LONSBERRY: Malik Evans and Julius Greer Jr.

You may not long remember the name Julius Greer Jr.

               But you can be assured Malik Evans will not soon forget it.

               In fact, it is likely he will carry it in his heart for the rest of his days.

               They are both sons of Rochester, and this weekend was pivotal in their lives. For one it was his ascendancy to the mayoralty, for the other it was his transition to immortality.

               One saw his life’s dream come true, the other had his life’s dreams snuffed out. One on the stage of the Eastman Theater, the other on the floor of an innercity bodega.

               Malik Evans is Rochester’s new mayor. Julius Greer Jr. is Rochester’s first homicide victim of 2022.

One is 41, the other was 14.

Julius was walking to the corner store at North and Herald, one of those places they built a hundred years ago, where the immigrant family would live upstairs and the mom and dad and the kids would all work downstairs, provisioning the neighborhood. But that was a few generations ago, and things are rougher now. The German and Polish owners have all gone out, and the Italians, and after them the Puerto Ricans, and now most of them are owned by Middle Easterners, selling hair extensions and beer and, in the case of the Gold More Mini Mart at North and Herald, noodles.

That’s what Julius Greer Jr. was sent to get. Noodles. A little before 6, dinner time, on a Sunday, the day after New Year’s. He’d been off school for Christmas break, and had one holiday and then a second holiday and here it was the last Sunday of vacation, classes about to restart at the Leadership Academy for Young Men.

And he was going to get some noodles for supper.

A thin boy, eighth-grade, doing what his mother told him to do.

Walking down a Rochester street.

Rochester, New York, where, in 2021, 81 people were killed, 417 were shot, more than 200 were stabbed and almost 800 were carjacked.

Rochester, New York, where, with his son administering the oath and his wife holding the Bible, a street preacher’s son has promised a better day.
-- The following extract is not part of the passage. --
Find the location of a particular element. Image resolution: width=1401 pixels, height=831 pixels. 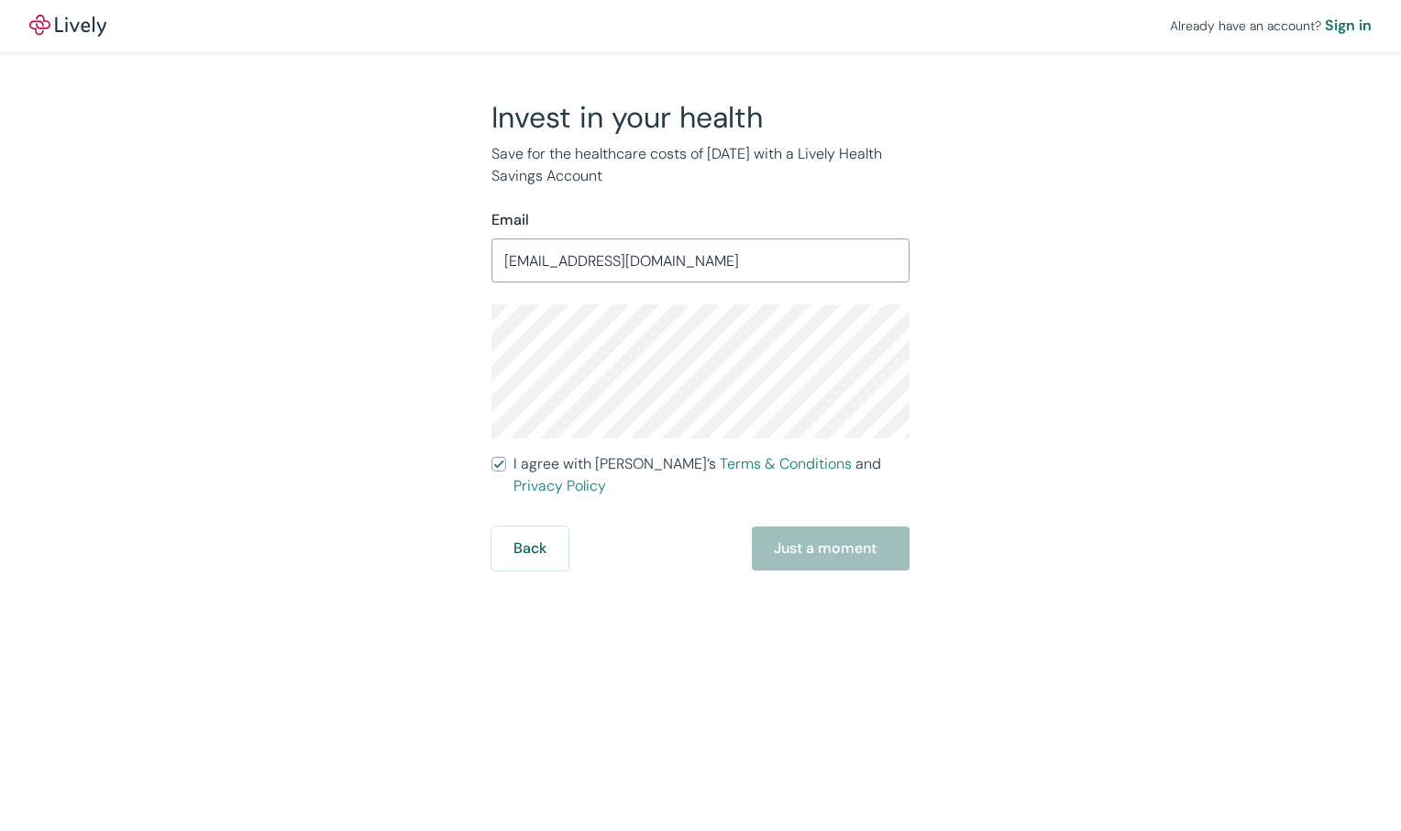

Rochester, New York, where, as he broached the threshold of the Gold More Mini Mart at North and Herald, Julius Greer Jr. was struck at least once by gunfire that sprayed the street. A car was shot up and he was hit in the back and through the door he staggered, stumbled, and fell, his life’s blood seeping into the floor.

And that’s where he died.

The firemen tried to save him and the medics tried to save him, but they couldn’t. A little boy, sent to the corner store to get some pasta for his mom to cook for supper, killed by evil, probably random evil, on the first Lord’s Day of the new year.

And talking to that family, hearing their sobs and seeing their pain, is how Malik Evans began his stewardship of the city of Rochester. A city where, he, growing up as a boy, had probably walked to the store himself. A city where one thin black boy grows up to be mayor, and another does not. Where dozens and hundreds do not, grow up to be mayor or anything else, because a heritage of violence has stolen their lives.
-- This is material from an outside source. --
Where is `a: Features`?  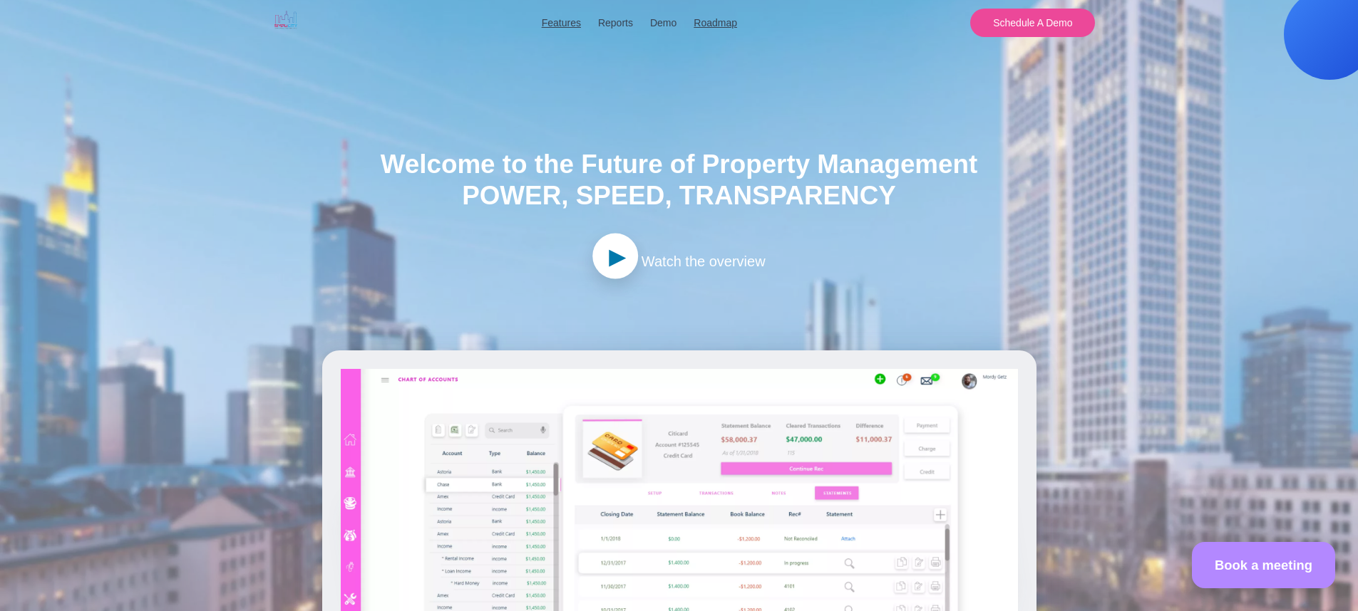
a: Features is located at coordinates (561, 23).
That’s what Malik Evans carried with him as he came to the office on his first work day as mayor.

That’s what Malik Evans will carry with him every day he is mayor.

This will not be the only family he comforts. He will sit on many couches. He will hold many hands. He will take part in many prayers. He will represent his city at many funerals.

But this isn’t about grief. This is about resolve. And how one leads to the other. And how a new mayor can lead to a new day. And how a new mayor can’t look the other way.

There is righteous might in Malik Evans’ denunciation of violence. There is moral power in his call for the community to rise against it. There is absolute truth in his decree that it cannot stand.

These first days will harden the resolve of all the days that follow. Malik Evans will fight violence, and all the evils that lead to it. There are many things the new mayor must do, but the most important will always be protecting its people. Its sons and daughters.

Malik Evans understands that.

And Julius Greer Jr. won’t ever let him forget.